27 Contrast-Enhanced Ultrasound of the Prostate
J. Robert Ramey
J. R. Ramey, MD
Department of Urology, Suite 1100, Jefferson Prostate Diag- nostic Center, Thomas Jefferson University, 1015 Walnut Street, Philadelphia, PA 19107, USA
27.2
Conventional Gray-Scale Transrectal US and Sextant Biopsy
The classical description of prostate cancer is that of a hypoechoic lesion in the peripheral zone on conven- tional gray-scale transrectal US (Fig. 27.1). Hypoechoic lesions represent 60–70% of tumors (Purohit et al.
2003), even though only 17–57% of hypoechoic foci actually harbor a malignancy (Bartsch et al. 1982;
Lee et al. 1987; Rifkin et al. 1991; Spencer et al.
1994; Rifkin 1997, 1998; Weaver et al. 1991). Prostate cancer may also appear isoechoic (40% of tumors), occasionally rarely hyperechoic lesions have been reported. As such, <40% of nonpalpable tumors are identifiable sonographically with gray-scale imaging (Shinohara et al. 1989).
CONTENTS
27.1 Introduction 359
27.2 Conventional Gray-Scale Transrectal US and Sextant Biopsy 359
27.3 Prostatic Blood Supply 360
27.4 Prostate Cancer and Angiogenesis 360 27.5 Unenhanced Doppler Imaging 360
27.6 Contrast-Enhanced Transrectal US and Prostate Cancer Detection 360
27.7 Other Imaging Modalities 361 27.8 Conclusion 363
References 363
27.1
Introduction
Adenocarcinoma of the prostate is the most common solid organ malignancy in men. The American Cancer Society estimates 230,110 men will be diag- nosed with prostate cancer in 2004 and that approxi- mately 29,900 deaths will occur due to disease over the same time period (Jemal et al. 2004).
Prior to the widespread use of prostate-specific antigen (PSA) screening programs and transrec- tal ultrasound (US)-guided prostate biopsies, the diagnosis of prostate cancer was made on digital rectal examination and prostatic acid phosphatase.
Confirmation was obtained with manually guided, transperineal biopsy. Unfortunately, despite the advances in prostate cancer detection afforded by PSA and transrectal US-guided biopsy, a significant number of cancers still go undetected.

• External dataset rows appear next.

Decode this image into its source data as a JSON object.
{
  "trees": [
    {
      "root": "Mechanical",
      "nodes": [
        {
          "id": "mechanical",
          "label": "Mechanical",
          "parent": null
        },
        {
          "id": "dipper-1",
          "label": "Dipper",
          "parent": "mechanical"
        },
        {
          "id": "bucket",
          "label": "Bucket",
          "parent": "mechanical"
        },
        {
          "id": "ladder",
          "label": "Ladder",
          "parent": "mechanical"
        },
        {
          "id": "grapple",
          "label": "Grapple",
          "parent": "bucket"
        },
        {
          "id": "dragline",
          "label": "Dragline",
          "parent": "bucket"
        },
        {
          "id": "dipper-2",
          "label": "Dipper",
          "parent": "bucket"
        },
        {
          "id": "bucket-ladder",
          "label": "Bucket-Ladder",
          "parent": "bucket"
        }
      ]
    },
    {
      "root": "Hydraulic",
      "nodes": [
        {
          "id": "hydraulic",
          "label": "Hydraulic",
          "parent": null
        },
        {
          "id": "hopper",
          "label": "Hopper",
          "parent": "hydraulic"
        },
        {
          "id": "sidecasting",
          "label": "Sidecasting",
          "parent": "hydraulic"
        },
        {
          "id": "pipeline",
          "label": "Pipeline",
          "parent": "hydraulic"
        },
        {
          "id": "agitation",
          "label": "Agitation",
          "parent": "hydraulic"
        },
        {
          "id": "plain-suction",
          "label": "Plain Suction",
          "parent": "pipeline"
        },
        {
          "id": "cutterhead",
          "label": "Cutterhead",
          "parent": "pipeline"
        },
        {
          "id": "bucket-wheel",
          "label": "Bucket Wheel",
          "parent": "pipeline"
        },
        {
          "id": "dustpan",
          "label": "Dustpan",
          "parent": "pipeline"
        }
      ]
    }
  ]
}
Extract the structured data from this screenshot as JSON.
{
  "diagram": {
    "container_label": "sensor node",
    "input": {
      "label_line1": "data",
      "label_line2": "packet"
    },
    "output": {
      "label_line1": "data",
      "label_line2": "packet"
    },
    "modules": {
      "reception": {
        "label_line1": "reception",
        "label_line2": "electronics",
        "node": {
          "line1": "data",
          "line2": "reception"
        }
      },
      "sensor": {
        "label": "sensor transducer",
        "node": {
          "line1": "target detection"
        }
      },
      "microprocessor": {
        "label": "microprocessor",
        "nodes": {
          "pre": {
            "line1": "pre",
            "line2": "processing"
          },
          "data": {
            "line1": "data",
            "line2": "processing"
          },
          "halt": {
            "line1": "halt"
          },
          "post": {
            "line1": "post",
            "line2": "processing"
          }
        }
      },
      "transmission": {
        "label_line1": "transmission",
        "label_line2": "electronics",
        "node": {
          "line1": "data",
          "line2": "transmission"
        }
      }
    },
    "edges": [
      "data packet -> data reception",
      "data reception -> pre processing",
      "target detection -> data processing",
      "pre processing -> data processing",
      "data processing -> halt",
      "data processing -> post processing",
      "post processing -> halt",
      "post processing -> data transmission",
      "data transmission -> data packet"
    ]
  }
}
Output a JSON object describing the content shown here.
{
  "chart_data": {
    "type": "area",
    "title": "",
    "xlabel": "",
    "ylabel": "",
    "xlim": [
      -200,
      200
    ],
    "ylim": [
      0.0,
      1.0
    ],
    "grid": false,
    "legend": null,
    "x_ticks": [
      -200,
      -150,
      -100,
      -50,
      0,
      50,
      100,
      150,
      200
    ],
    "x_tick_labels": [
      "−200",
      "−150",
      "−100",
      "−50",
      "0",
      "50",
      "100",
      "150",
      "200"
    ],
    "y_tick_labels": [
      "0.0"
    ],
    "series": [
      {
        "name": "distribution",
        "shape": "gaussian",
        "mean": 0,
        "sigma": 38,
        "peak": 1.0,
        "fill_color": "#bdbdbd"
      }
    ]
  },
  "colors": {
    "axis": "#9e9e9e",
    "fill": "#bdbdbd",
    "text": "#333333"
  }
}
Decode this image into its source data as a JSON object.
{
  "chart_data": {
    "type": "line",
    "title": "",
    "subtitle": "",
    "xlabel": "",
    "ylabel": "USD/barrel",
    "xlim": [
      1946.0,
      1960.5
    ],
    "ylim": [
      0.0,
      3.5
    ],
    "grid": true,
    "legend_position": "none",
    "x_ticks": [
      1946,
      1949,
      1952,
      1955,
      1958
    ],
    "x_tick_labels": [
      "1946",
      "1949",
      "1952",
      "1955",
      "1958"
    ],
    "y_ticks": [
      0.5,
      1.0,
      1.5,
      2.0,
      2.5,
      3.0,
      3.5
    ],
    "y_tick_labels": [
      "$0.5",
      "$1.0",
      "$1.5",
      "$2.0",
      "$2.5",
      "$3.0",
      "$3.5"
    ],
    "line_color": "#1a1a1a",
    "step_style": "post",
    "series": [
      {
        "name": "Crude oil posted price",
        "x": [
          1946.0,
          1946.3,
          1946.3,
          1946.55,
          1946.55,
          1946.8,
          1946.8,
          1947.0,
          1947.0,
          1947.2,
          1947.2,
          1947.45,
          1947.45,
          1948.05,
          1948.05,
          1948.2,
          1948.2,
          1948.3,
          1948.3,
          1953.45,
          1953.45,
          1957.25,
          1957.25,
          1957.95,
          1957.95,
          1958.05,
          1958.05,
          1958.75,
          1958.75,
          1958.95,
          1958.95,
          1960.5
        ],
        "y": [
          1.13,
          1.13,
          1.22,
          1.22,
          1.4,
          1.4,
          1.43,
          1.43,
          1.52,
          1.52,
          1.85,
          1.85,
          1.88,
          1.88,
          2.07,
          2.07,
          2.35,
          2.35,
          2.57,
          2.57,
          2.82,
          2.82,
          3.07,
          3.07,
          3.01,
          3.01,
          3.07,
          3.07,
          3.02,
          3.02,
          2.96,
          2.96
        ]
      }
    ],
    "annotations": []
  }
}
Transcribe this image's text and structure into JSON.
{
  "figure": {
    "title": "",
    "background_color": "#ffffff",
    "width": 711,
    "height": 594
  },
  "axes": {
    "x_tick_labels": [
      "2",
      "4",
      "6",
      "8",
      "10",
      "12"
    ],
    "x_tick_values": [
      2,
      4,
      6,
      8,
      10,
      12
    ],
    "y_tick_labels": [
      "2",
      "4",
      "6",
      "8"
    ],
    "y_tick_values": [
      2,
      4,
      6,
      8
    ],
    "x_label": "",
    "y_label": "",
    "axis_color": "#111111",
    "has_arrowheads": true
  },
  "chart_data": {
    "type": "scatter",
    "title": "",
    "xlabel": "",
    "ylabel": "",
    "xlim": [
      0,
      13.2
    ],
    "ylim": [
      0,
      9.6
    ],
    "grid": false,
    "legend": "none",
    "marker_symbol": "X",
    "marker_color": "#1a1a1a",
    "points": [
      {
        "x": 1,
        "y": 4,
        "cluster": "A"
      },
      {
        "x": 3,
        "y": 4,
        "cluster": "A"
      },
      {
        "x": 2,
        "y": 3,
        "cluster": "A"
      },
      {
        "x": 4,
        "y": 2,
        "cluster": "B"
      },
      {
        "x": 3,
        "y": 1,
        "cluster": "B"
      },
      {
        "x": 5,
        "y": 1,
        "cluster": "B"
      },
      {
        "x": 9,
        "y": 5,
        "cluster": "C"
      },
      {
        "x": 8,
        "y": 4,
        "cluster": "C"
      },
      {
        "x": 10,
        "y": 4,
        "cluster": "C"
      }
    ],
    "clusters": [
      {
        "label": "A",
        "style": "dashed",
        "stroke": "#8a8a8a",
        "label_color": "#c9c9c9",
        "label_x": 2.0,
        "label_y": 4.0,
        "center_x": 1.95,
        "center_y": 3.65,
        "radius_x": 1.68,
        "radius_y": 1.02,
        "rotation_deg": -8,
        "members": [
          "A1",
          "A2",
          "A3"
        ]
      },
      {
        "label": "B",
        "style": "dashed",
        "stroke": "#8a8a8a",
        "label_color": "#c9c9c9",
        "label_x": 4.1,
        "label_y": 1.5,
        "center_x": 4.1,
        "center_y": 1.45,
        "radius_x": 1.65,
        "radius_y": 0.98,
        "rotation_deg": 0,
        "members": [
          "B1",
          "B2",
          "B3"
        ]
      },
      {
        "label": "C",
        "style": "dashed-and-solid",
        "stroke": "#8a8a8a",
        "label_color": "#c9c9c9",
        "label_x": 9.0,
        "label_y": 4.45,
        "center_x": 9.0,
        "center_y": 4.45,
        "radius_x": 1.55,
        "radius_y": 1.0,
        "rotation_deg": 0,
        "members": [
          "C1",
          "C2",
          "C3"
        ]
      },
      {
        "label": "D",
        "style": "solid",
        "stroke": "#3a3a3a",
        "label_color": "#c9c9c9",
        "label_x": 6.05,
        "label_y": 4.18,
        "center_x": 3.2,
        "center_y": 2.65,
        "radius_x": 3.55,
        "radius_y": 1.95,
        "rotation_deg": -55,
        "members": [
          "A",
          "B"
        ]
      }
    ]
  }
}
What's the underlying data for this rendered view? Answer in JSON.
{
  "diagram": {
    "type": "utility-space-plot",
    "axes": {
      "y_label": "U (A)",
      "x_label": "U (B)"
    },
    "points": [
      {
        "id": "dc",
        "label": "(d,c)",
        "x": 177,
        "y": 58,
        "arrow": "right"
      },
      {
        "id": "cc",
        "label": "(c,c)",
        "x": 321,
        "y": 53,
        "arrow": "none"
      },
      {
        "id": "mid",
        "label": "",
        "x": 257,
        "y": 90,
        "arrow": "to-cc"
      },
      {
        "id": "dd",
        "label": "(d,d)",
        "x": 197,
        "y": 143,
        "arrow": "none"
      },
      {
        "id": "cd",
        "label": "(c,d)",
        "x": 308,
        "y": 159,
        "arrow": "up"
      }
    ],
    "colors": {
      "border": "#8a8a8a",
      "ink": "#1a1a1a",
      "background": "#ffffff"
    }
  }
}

Fig. 27.1 Transverse image of the prostate demonstrates classi- cal hypoechoic lesion in the left mid-gland (arrows). Biopsies targeted to this lesion revealed a Gleason-7 adenocarcinoma
Due to the inability of gray-scale transrectal US
to accurately identify prostate cancer random sys-
tematic biopsy techniques have become routinely
employed in the diagnosis of prostate cancer. Intro-
duced by Hodge et al. (1989), transrectal US-guided
sextant biopsy has dramatically improved cancer
27.3
Prostatic Blood Supply
The paired prostatic arteries arise from the inferior vesical arteries and subsequently divide into two main divisions: (a) the urethral artery; and (b) the capsular artery (Brooks 2002). The capsular arteries course along the posterolateral aspect of the pros- tate, giving off perforator branches that supply the parenchyma of the gland (Halpern 2002a). These perforators are radially oriented in the transverse plane, producing a symmetric spoke-wheel pattern on Doppler imaging (Lavoipierre et al. 1998).
27.4
Prostate Cancer and Angiogenesis
The increased growth rate of malignant tissue requires increased blood flow to meet the higher metabolic demands. Angioneogenesis has been demonstrated in a variety of malignancies and often corresponds to local aggressiveness and metastatic proclivity (Chodak et al. 1980; Sillman et al. 1981;
Weidner et al. 1991). Overexpression of pro-angio- genic growth factors has been implicated in this process and vascular endothelial growth factor, epi- dermal growth factor, and basic fibroblast growth factor have all been demonstrated to be elevated in prostate tumors (Trojan et al. 2004). Pathologic examinations of prostate tumors from radical pros- tatectomy specimens have confirmed the presence of angioneogenesis within prostate cancer by dem- onstrating increased microvessel density compared with surrounding normal parenchyma (Bigler et al. 1993); thus, imaging techniques that provide
biopsies aimed at areas of abnormal flow have also been developed.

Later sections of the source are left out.